A burning house! Another house was set on fire and then another one! They were setting fire to the quarter. We looked at the light flickering on the walls and were silent. I thought to myself: ‘My mother and father must be standing on the balcony of our apartment on Jaffa Street in new Jerusalem, watching the flames and fearing for my life. Who knows what they’re thinking?'”
As he watched the flames flicker on the wall and thought about his family, several doctors and soldiers suddenly entered the room, bringing with them Rabbi Mordechai Weingarten and his two daughters. They updated the soldiers about the efforts to evacuate the Jews from the quarter, the attacks and the shooting, and told them that the fire was raging throughout the entire Jewish Quarter. By the end of the night, they would also have to evacuate the captives from the area.
Yehudit, the Rabbi’s daughter, then issued a plea: “Anyone who has a hand or a leg to help, let them come and help!” Their mission was clear. During the fighting, the big iron gate of Batei Mahse was blocked up with stone, and if the obstacle wasn’t cleared in time, they wouldn’t be able to leave the quarter in one piece.
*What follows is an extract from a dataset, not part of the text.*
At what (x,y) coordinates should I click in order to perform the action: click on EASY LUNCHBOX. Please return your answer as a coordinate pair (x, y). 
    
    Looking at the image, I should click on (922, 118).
Aharon documented how they performed the task:
By the light of an oil lamp, we carried away the stones, one after another, but we weren’t very strong. And then, the Arab Legionnaires joined the effort. We worked together. But all of a sudden, we heard pounding on the iron gate, curses, and threats of gunfire.” An angry mob outside demanded the Legionnaires hand over the Jews, but the Legion officer in place chased them off through a side alley, firing at them until he succeeded, once again, in scaring them away. “We watched them anxiously. The Legion soldiers alone dealt with the removal of the stones.”
Aharon would never forget the sight of destruction that met his eyes when the captives were led in threes from Batei Mahse. “The Jewish Quarter was illuminated by the flames that destroyed its buildings… The scene looked as though it was taken from ‘The Scroll of Fire’ by Bialik. ‘All night the seas of flame raged and tongues of fire leapt scorching over the Temple Mount.’ We looked at everything, tormented by the destruction we saw, trying to burn in our memories the sight of every house and every corner.”
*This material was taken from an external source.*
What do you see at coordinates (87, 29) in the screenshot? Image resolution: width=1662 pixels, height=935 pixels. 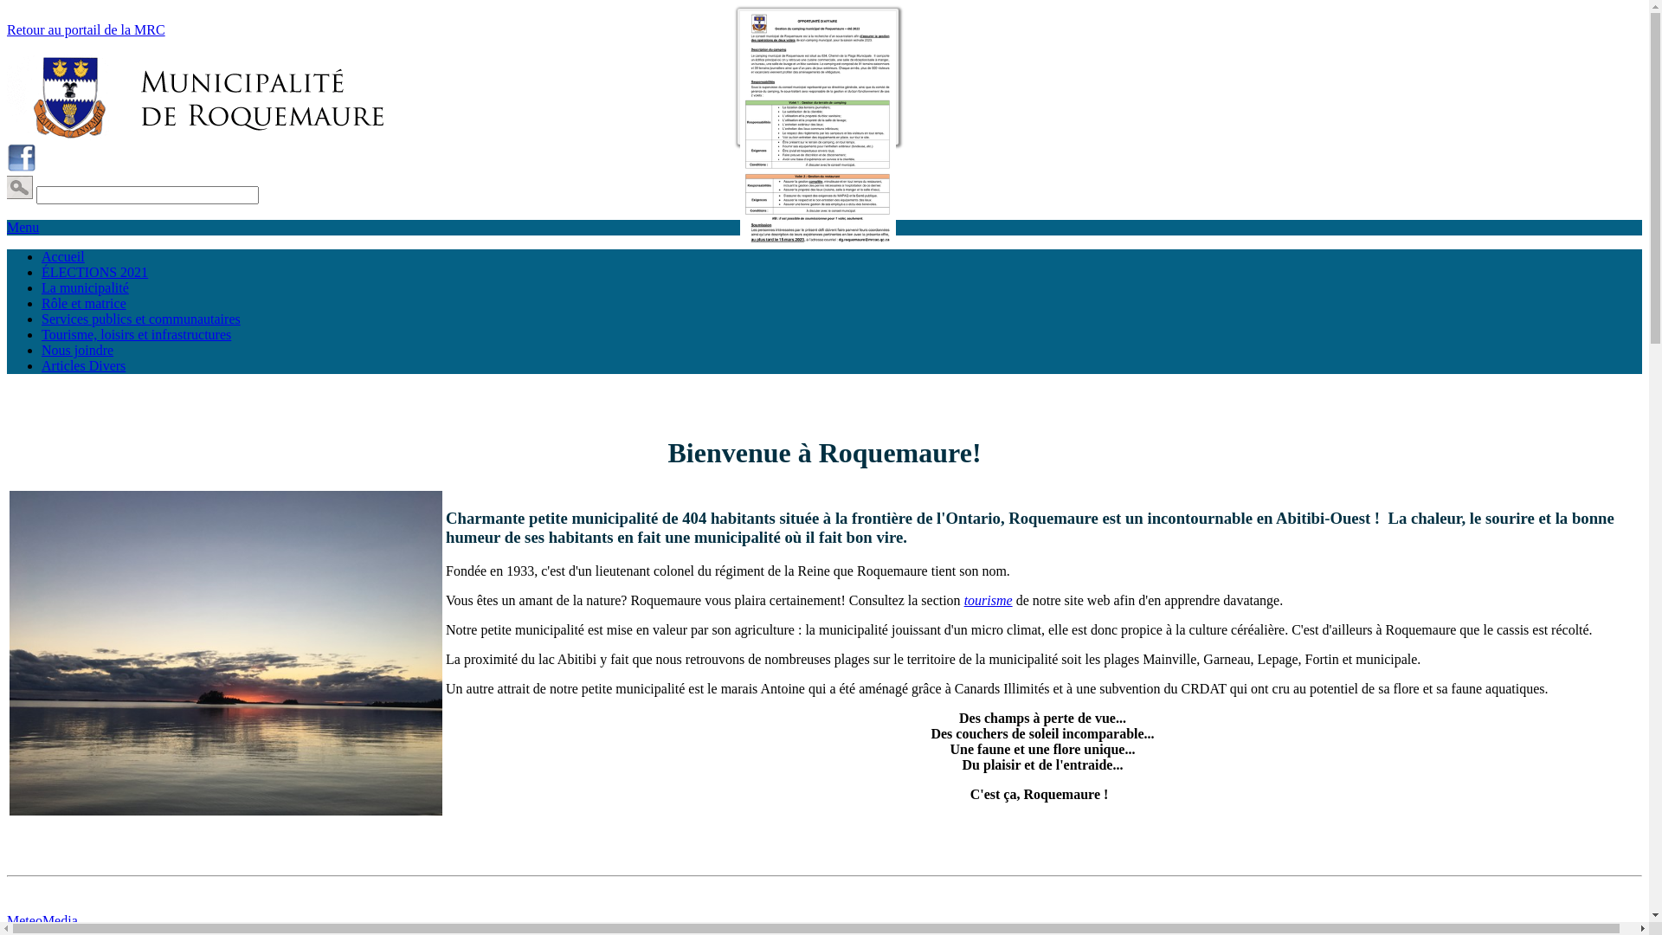 I see `Retour au portail de la MRC` at bounding box center [87, 29].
Aharon, who was wounded, was taken from the Jewish Quarter to the Armenian school. On Sunday morning, he and the rest of the captives were taken out of the city through the Lions’ Gate, and placed on a convoy of trucks that took them to Amman, and then to a detention camp in Jordan. He described, with profound sadness, the last time he saw Jerusalem from the Mount of Olives, on his way to Jordan: “It was three days since our surrender, and from the Mount of Olives, we saw the Jewish Quarter’s synagogues, full of floor-to-ceiling bookshelves, rising in flames. I sang in my heart the song of Avigdor HaMeiri, ‘From the top of Mount Scopus, I will bow to you, from the top of Mount Scopus, Shalom Jerusalem.'”
Aharon Liron was a prisoner of war in Jordan for a period of nine months and one week. He was released on March 3, 1949. After being freed, he worked in education and studied the history of Christianity in the Land of Israel. He wrote books about this subject and about the battles for Jerusalem in 1948. Aharon Liron passed away in 2010. After contacting his widow Sarah and daughter Yardena, Sarah sent us his memoirs, while Yardena helped us find the photo of the pin he was awarded and the images of her father as a POW.